Wednesday, February 17, 2016

How to Love People You Can't Stand

 Who are the people with whom you don’t want to breathe the same air?  On my list are the ferocious abortion advocates that drip hatred at the prolife movement. They tempt me to wish for a loophole on the Christian obligation to love everyone. “This is my commandment, that you love one another, as I love you” (John 15:12).  But how can we possess that kind of love?

Jesus loved us enough to die for us, but how did he muster up love for those soldiers that nailed him to a cross and spit on him?   Fr. John Riccardo, pastor of Our Lady of Good Counsel in Plymouth, Michigan, whose radio program Christ is the Answer focuses on Catholic teachings, addressed this quandary in a homily last year.   The challenge, according to him, is to show love even for those we don’t like lest we fail to even know God.  Whoever does not love does not know God, because God is love,” 1 John 4:8.
The way to love others like Jesus did, according to Fr. John, is through Holy Communion. “Our heart must be crushed and replaced with his heart,” he said. “It is through receiving the precious blood of Jesus.  It’s as if God wants to give us a transfusion. He is putting his blood into our heart so it will look like his, because that is what he expects of us.” 
Until that happens, Fr. John said, we will never have real joy because real joy comes from being overwhelmed by the love that God has for us, and in turn, overwhelming others with the love that we have received.
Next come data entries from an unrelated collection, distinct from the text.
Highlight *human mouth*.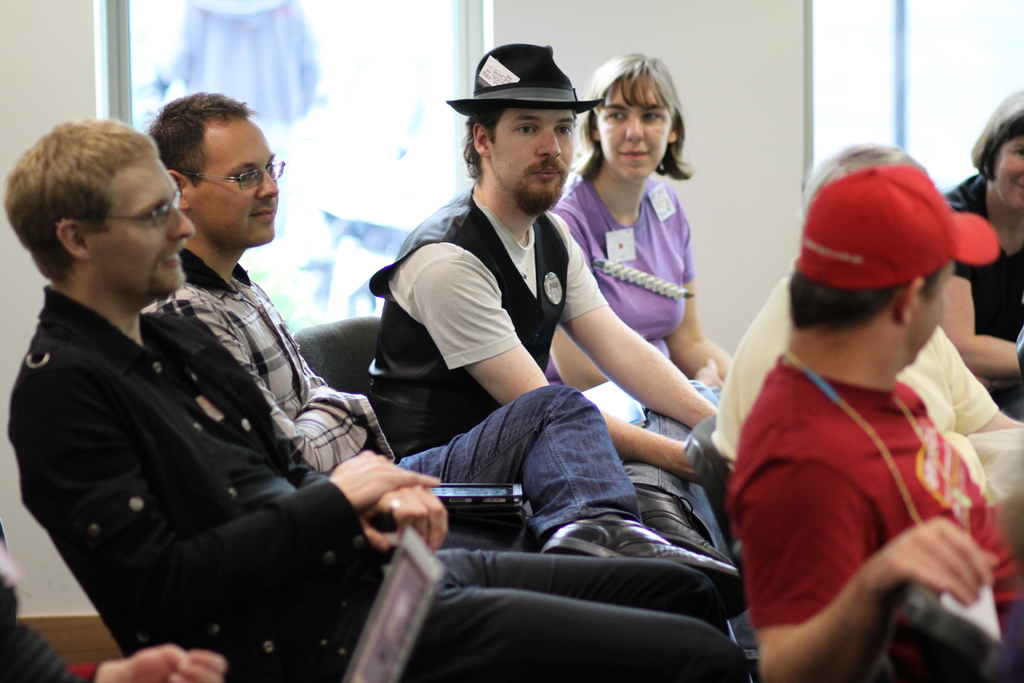
Highlighted region: BBox(618, 147, 653, 162).
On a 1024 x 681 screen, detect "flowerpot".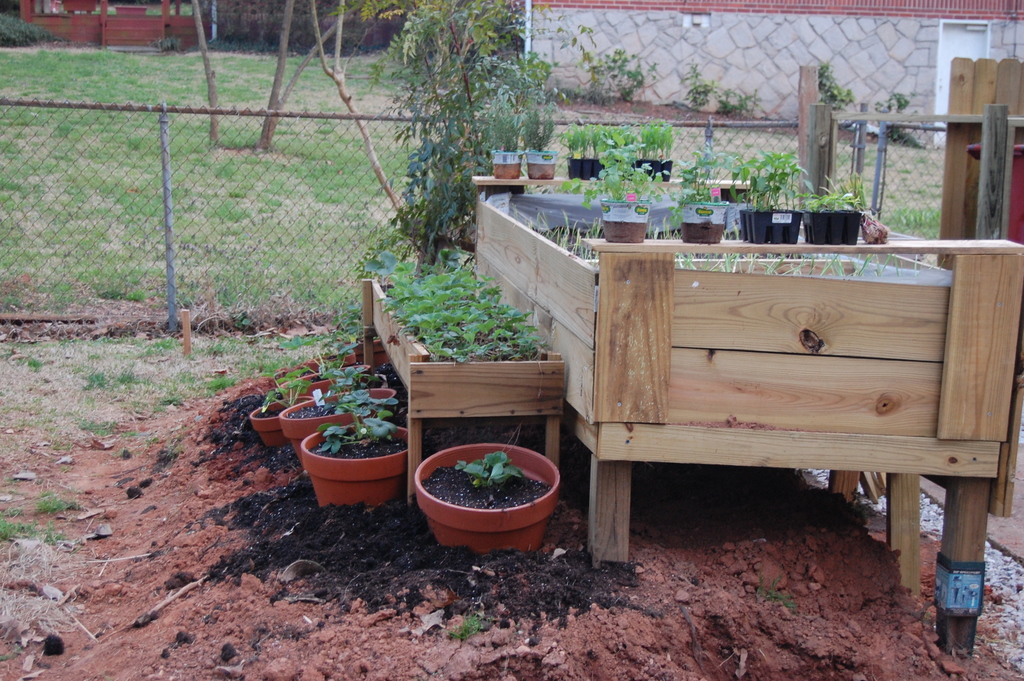
(634,162,671,185).
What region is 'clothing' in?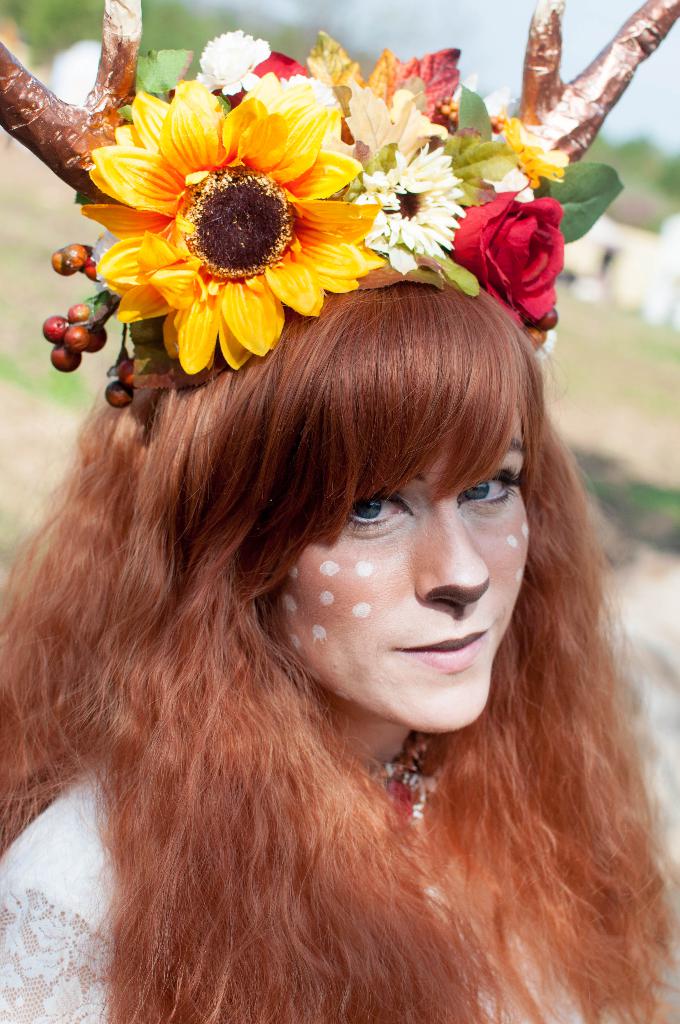
0 749 585 1023.
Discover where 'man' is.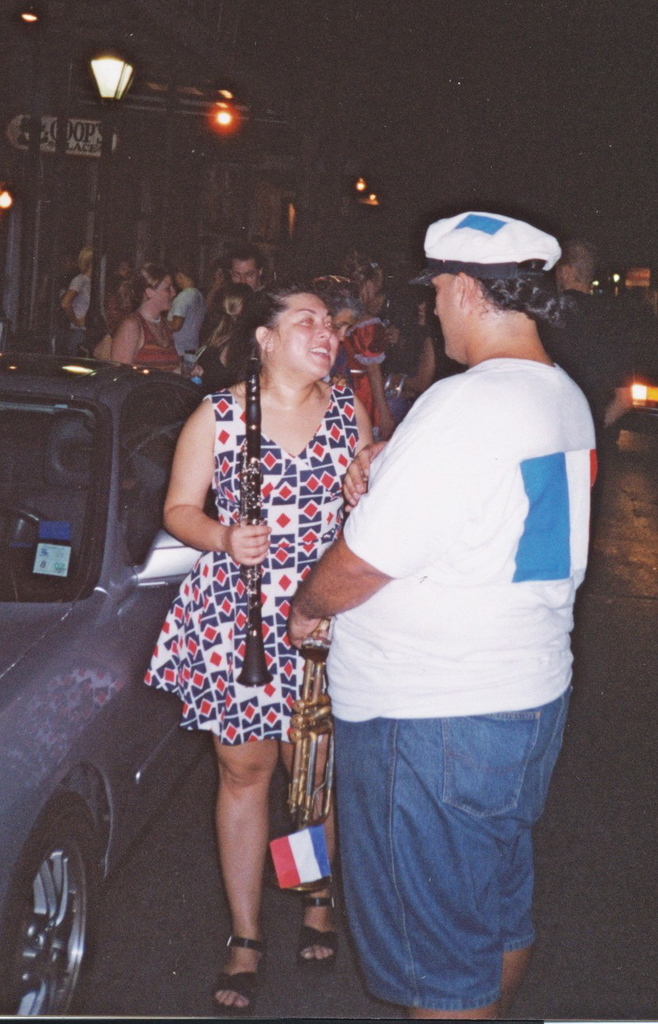
Discovered at (x1=194, y1=244, x2=274, y2=350).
Suggestions to Love Difficult People. 
Fr. John offered three suggestions to help us to love when it does not come easy.
1) Keep your Eyes on the Crucifix. Going forward for Communion, keep your eyes on the crucifix. “The heart that moved him to do that is at our disposal. It is being given to us so that we in turn will show it to others especially those we find difficult to love.”
2) Place Them on the Altar. There is no prayer greater than the Mass because it is the representation--sacramentally speaking-- of the gift of self, which Jesus made upon the cross.  “If we will join our prayers to his, especially for those we find hard to love, then we look a lot like Jesus.”
3) Ask Jesus to Transform Your Heart. At the end of our lives, we will all be asked: “Did you let me transform your heart and make it more like mine so that you would bring my love into the world which is longing for it?”
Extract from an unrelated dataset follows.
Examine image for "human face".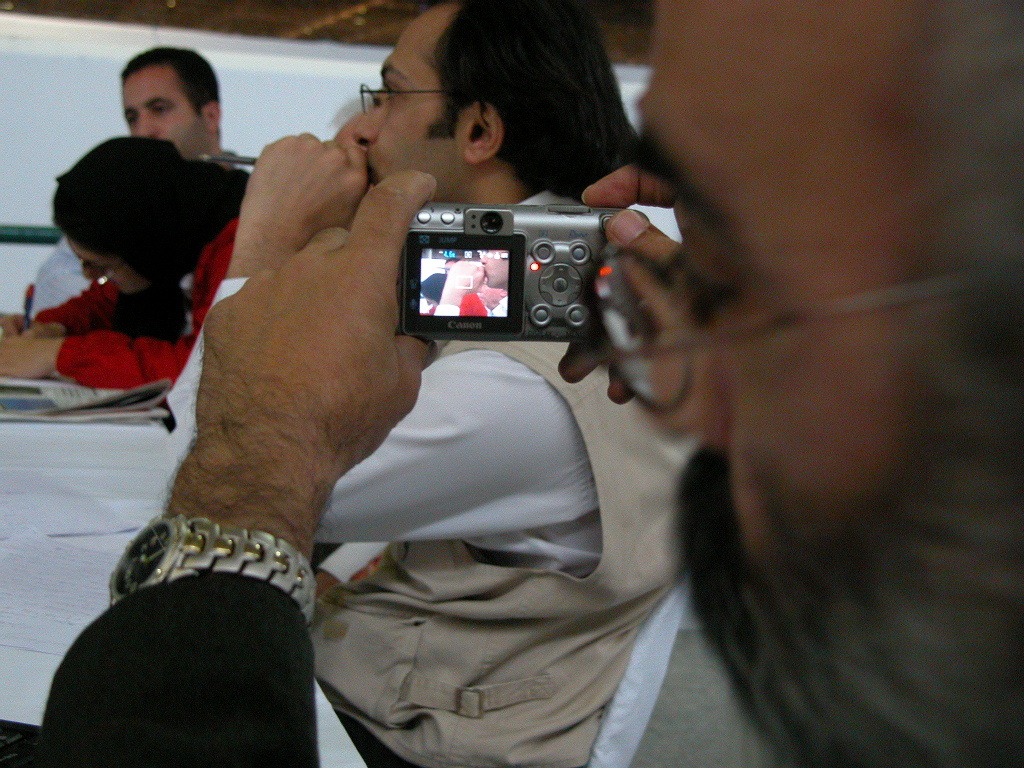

A Lenten Challenge to Love Abortionists
Lent is an especially good time to transform our hearts, unite our sacrifices to the cross and love others.  Last week, I received a Lenten appeal from
Eric J. Scheidler, the Executive Director of the Pro-Life Action League to pray and fast for three key figures at the heart of the Planned Parenthood baby parts scandal.   “I would hope it will truly make a difference in the lives of Deborah Nucatola, Mary Gatter and Cecile Richards -- three women whose involvement with abortion, especially the harvesting and selling of aborted babies' body parts, reveals a profound need for repentance and mercy,” he said in an email interview. 
We are also being asked to fast—a greater challenge-- for people that kill babies. “I know personally how spiritually powerful fasting is,” Scheidler explained.  “Allowing our bodies to feel the discomfort of hunger, and coming through it to realize that "man does not live by bread alone," puts us in touch with the deepest truths about our spiritual nature.”
According to him, in a sense, we pray and fast not only for them, but also for ourselves – “to transform our own hearts, and teach ourselves to love these women as God loves them.”
By praying and fasting, Scheidler pointed out that it helps bring greater awareness that our battle is not against them as persons but between all God's children and the powers of darkness. “If our hearts are not broken for those who have dedicated themselves to the destruction of human life -- a great tragedy -- then we are not seeing things as God sees them,” he said.  “Accepting hunger for someone else's sake, in a sense, forces you to care about them. It becomes a kind of physical reinforcement of your soul's best intentions in praying for them.”

Friday Challenge
As much as abortion activists make me uncomfortable, I am committed to praying for their salvation. They have souls that need saving and also have an enormous potential to greatly influence others against abortion if they convert.  
Coincidentally, in union with Pope Francis’s Year of Mercy, I had already committed to praying a decade of the rosary and fasting on bread and water at lunch every Friday, as part of the #LentenMercyChallenge.   So, for the remainder of the Fridays in Lent, I will pray and fast at lunch for those three women.
Jesus can transform our hearts if we let him, and with hearts like his, we cannot fail to make a difference through our prayers and fasting.  I hope you will join me.